Ability Prosthetics has focused its expansion efforts on establishing full offices on the fringes of cities with growing populations and competitors with only part-time satellite offices. A paperless operation, the business has streamlined billing and filing systems that serve as templates for future branches and reduce administrative time, Brandt said.

Prosthetics and orthotics care is a $3.5 billion industry nationwide, with roughly 3,000 facilities providing services, according to the American Orthotic & Prosthetic Association. The most common cause for amputations is diabetes: Physicians perform about 80,000 diabetes-related amputations a year, followed by 30,000 related to peripheral vascular disease.

Even with major players such as Hanger Orthopedic Group of Bethesda, which reported net sales of $157 million for the first quarter of 2008, the regional prosthetics industry still has room for growth, Brandt said.
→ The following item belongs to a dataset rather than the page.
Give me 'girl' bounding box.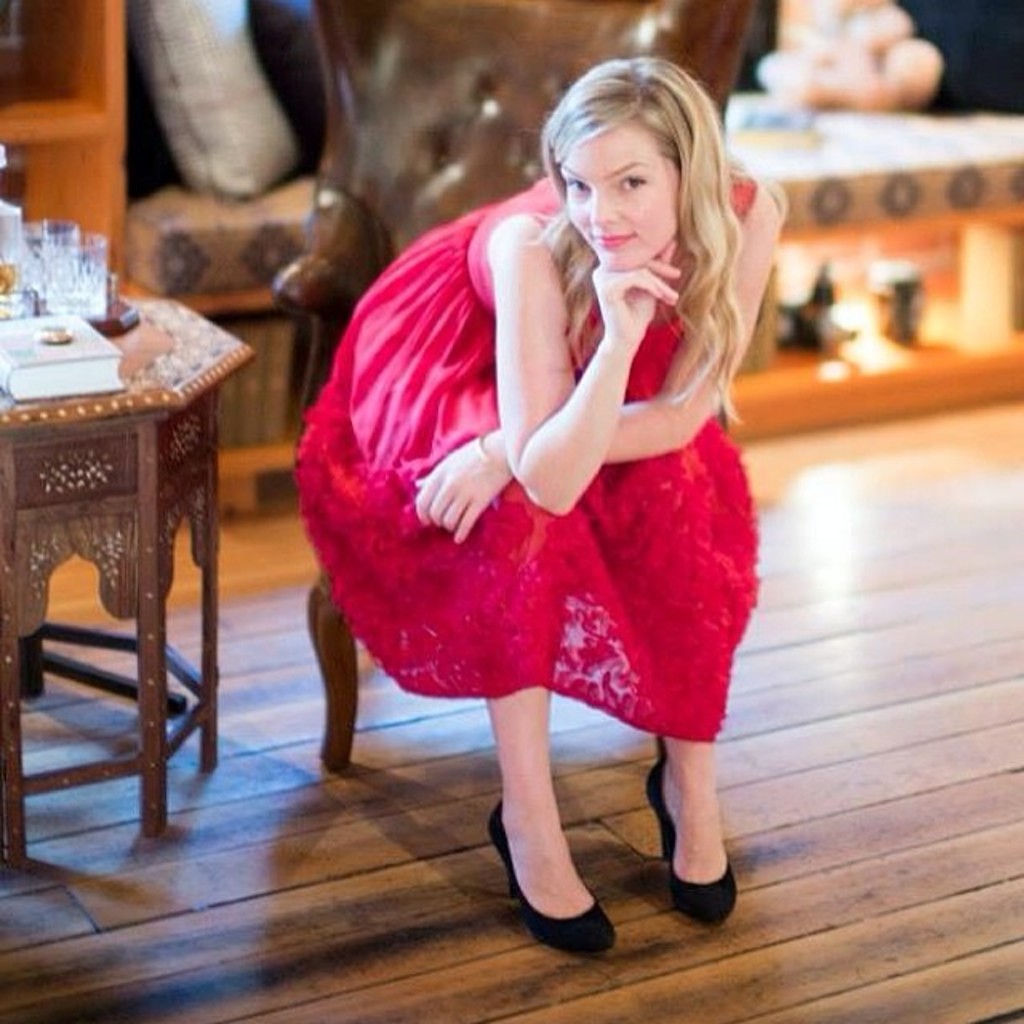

‘‘I have great respect for Hanger,” Brandt said. ‘‘I say, ‘Why not be that big?’ But we need to focus on what incremental growth is right for us.”

Unlike many prosthetic and orthotic companies such as Hanger, Ability does not have a fabrication lab, instead connecting with about 40 suppliers throughout the country. Brandt said this gives patients a broader selection of products.

Ron Packe of Thurmont is among Ability’s clients in Frederick. Packe, a retired employee for the Washington Metropolitan Area Transit Authority, developed vascular disease that eventually led to an infection in his right leg, which was amputated last fall.

Packe linked to Ability through Frederick Memorial Hospital, one of six hospitals in Maryland and Pennsylvania the company works with. He has personalized his prosthetic leg with a sticker of a wolf howling at the moon. After losing 130 pounds and adopting a regimen that includes swimming and other exercise, Packe said, his post-amputation life is improving.

‘‘Losing your leg is a big adjustment,” Packe said Tuesday in Ability’s therapeutic room. ‘‘Anytime you can be somewhat normal without a wheelchair, it’s a big thing. Being able to walk, I’m very thankful for that.”

With a steadily growing client base, mainly baby boomers and seniors, Brandt said his plans to continue opening new locations have attracted some investor interest.

‘‘The things we wanted to do differently were all about the patient experience, like getting them an appointment quickly,” Brandt said. ‘‘People are coming out of the woodwork.”